Naively selecting from the maximum entropy distribution (as narrowed by all the conditions the predictor is aware of) still permits the model to collapse reflective predictions in a way that permits internally motivated goal-directed behavior (leaving aside whether it’s probable), because it’s aware of the reflective nature of the prediction.
Hm, isn’t if we apply maximum entropy principle universally, aren’t we also obliged to apply it reflectively, i.e., model oneself as a maximum-entropy (active inference) agent? BTW, this is exactly the setup explored by Ramstead et al. (2022).

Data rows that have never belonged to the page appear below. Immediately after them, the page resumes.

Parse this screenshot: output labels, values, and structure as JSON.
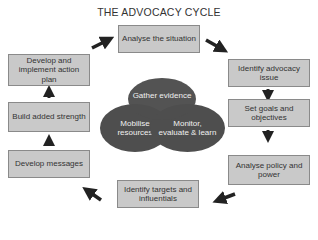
{
  "title": "THE ADVOCACY CYCLE",
  "steps": [
    {
      "label": "Analyse the situation"
    },
    {
      "label": "Identify advocacy issue"
    },
    {
      "label": "Set goals and objectives"
    },
    {
      "label": "Analyse policy and power"
    },
    {
      "label": "Identify targets and influentials"
    },
    {
      "label": "Develop messages"
    },
    {
      "label": "Build added strength"
    },
    {
      "label": "Develop and implement action plan"
    }
  ],
  "center": [
    {
      "label": "Gather evidence"
    },
    {
      "label": "Mobilise resources"
    },
    {
      "label": "Monitor, evaluate & learn"
    }
  ],
  "colors": {
    "box_fill": "#c9c9c9",
    "box_border": "#8a8a8a",
    "ellipse_fill": "#4e4e4e",
    "arrow": "#222222"
  }
}
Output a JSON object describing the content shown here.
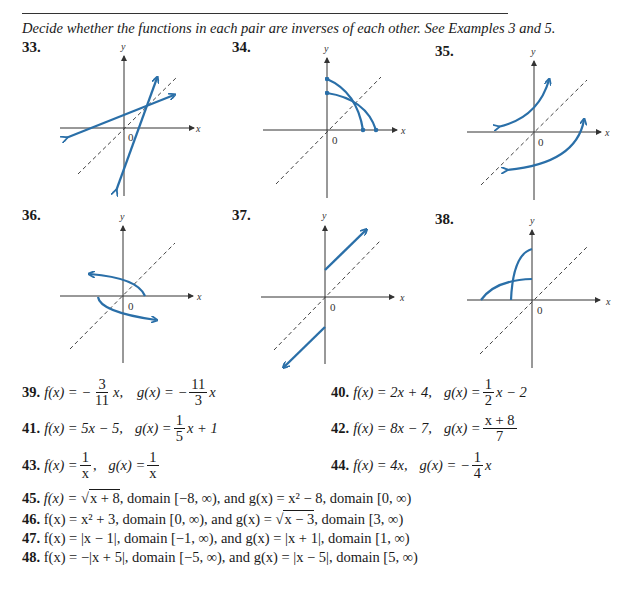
{
  "header": {
    "instructions": "Decide whether the functions in each pair are inverses of each other. See Examples 3 and 5."
  },
  "graph_problems": [
    {
      "number": "33.",
      "description": "Two straight lines with arrows intersecting on dashed line y = x"
    },
    {
      "number": "34.",
      "description": "Two quarter-arc curves with endpoints on axes in first quadrant, intersecting on y = x"
    },
    {
      "number": "35.",
      "description": "Two increasing curves with arrows, one above and one below y = x"
    },
    {
      "number": "36.",
      "description": "Two curved rays starting near the origin, reflected over y = x"
    },
    {
      "number": "37.",
      "description": "Two parallel line rays, one starting on positive y-axis, one on negative y-axis"
    },
    {
      "number": "38.",
      "description": "Two curves in second quadrant starting on negative x-axis and ending on positive y-axis"
    }
  ],
  "axis_labels": {
    "x": "x",
    "y": "y",
    "origin": "0"
  },
  "colors": {
    "curve": "#2a6fa8",
    "axis": "#333333",
    "dashed": "#444444"
  },
  "equations": {
    "p39": {
      "num": "39.",
      "f_lhs": "f(x) = −",
      "f_num": "3",
      "f_den": "11",
      "f_tail": "x,",
      "g_lhs": "g(x) = −",
      "g_num": "11",
      "g_den": "3",
      "g_tail": "x"
    },
    "p40": {
      "num": "40.",
      "f": "f(x) = 2x + 4,",
      "g_lhs": "g(x) =",
      "g_num": "1",
      "g_den": "2",
      "g_tail": "x − 2"
    },
    "p41": {
      "num": "41.",
      "f": "f(x) = 5x − 5,",
      "g_lhs": "g(x) =",
      "g_num": "1",
      "g_den": "5",
      "g_tail": "x + 1"
    },
    "p42": {
      "num": "42.",
      "f": "f(x) = 8x − 7,",
      "g_lhs": "g(x) =",
      "g_num": "x + 8",
      "g_den": "7"
    },
    "p43": {
      "num": "43.",
      "f_lhs": "f(x) =",
      "f_num": "1",
      "f_den": "x",
      "f_tail": ",",
      "g_lhs": "g(x) =",
      "g_num": "1",
      "g_den": "x"
    },
    "p44": {
      "num": "44.",
      "f": "f(x) = 4x,",
      "g_lhs": "g(x) = −",
      "g_num": "1",
      "g_den": "4",
      "g_tail": "x"
    }
  },
  "domain_problems": [
    {
      "num": "45.",
      "f_pre": "f(x) = ",
      "f_sqrt": "x + 8",
      "f_post": ", domain [−8, ∞), and g(x) = x² − 8, domain [0, ∞)"
    },
    {
      "num": "46.",
      "text_pre": "f(x) = x² + 3, domain [0, ∞), and g(x) = ",
      "g_sqrt": "x − 3",
      "text_post": ", domain [3, ∞)"
    },
    {
      "num": "47.",
      "text": "f(x) = |x − 1|, domain [−1, ∞), and g(x) = |x + 1|, domain [1, ∞)"
    },
    {
      "num": "48.",
      "text": "f(x) = −|x + 5|, domain [−5, ∞), and g(x) = |x − 5|, domain [5, ∞)"
    }
  ]
}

In other words, to get to what I mean by “minimally collapsed,” there seems to be some additional counterfactual surgery required. For example, the model could output the distribution that it would output if it knew it did not influence the prediction.
Looks more like a suitable inductive bias and/or bias is needed rather than causal surgery.
Hm, isn’t if we apply maximum entropy principle universally, aren’t we also obliged to apply it reflectively, i.e., model oneself as a maximum-entropy (active inference) agent?
If you precisely define what it means to apply it “universally” such that it gets you the desired behavior, sure. And to be clear, I’m not saying that’s a hard/impossible problem or anything like that, it’s just not directly implied by all things which match the description “follows the principle of maximum entropy.”
Looks more like a suitable inductive bias and/or bias is needed rather than causal surgery.
If you were actually trying to implement this, yes, I wouldn’t recommend routing through weird counterfactuals. (I just bring those up as a way of describing the target behavior.)
In fact, because even the version I outlined in the added footnote can still suffer from collapse in the case of convergent acausal strategies across possible predictors, I would indeed strongly recommend pushing for some additional bias that gives you more control over how the distribution looks. I think that’s pretty tractable, too.
Hm, isn’t if we apply maximum entropy principle universally, aren’t we also obliged to apply it reflectively, i.e., model oneself as a maximum-entropy (active inference) agent? BTW, this is exactly the setup explored by Ramstead et al. (2022).
Looks more like a suitable inductive bias and/or bias is needed rather than causal surgery.
If you precisely define what it means to apply it “universally” such that it gets you the desired behavior, sure. And to be clear, I’m not saying that’s a hard/impossible problem or anything like that, it’s just not directly implied by all things which match the description “follows the principle of maximum entropy.”
If you were actually trying to implement this, yes, I wouldn’t recommend routing through weird counterfactuals. (I just bring those up as a way of describing the target behavior.)
In fact, because even the version I outlined in the added footnote can still suffer from collapse in the case of convergent acausal strategies across possible predictors, I would indeed strongly recommend pushing for some additional bias that gives you more control over how the distribution looks. I think that’s pretty tractable, too.